While executions and other criminal sanctions curtail any public gay rights movement, it is impractical to give criminal sanctions to all homosexuals living in a Muslim country, and it is common knowledge (to foreigners visiting a Muslim country) that some young Muslim men will experiment with homosexual relations as an outlet to sexual desires that cannot be met in a society where the sexes are often kept segregated. These discreet and casual homosexual relations allow men to engage in premartial sex with a low risk of facing the social or legal sanctions that would occur if they involved in adultery or fornication with a woman that might result in a pregnancy. Most of these men do not consider themsleves to be gay or bisexual.

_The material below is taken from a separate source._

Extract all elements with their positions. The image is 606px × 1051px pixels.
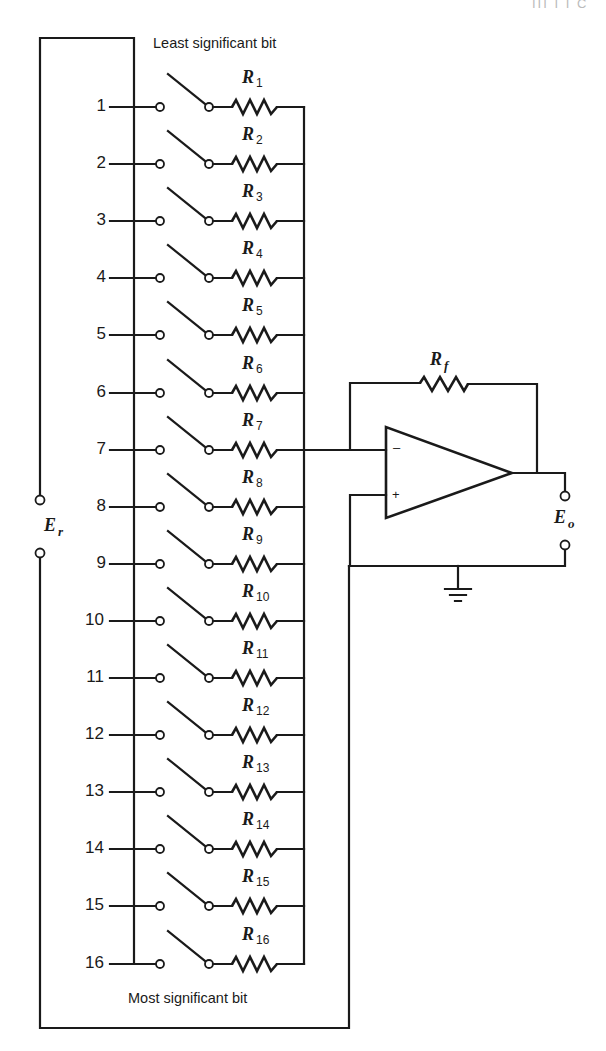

A related problem to full enforcement of the laws against homosexuality is that while the sexes are often segregated, men are encouraged to developed close friendships with other men, and women are encouraged to develop close friendships with other women. Also, the Islamic law requires a certain number of male and female witnesses to the homosexual act to testify in court. Islam does place a strong value on the right to privacy in the home and thus homosexual relations that occur in private are theoretically outside the bounds of the law, although that is more theory then reality.
http://www.religionfacts.com/homosexuality/islam.htm
To those national governments that because of their Muslim religious predominance execute, torture, imprison, fine, and harass gays I say FUCK YOU!!!!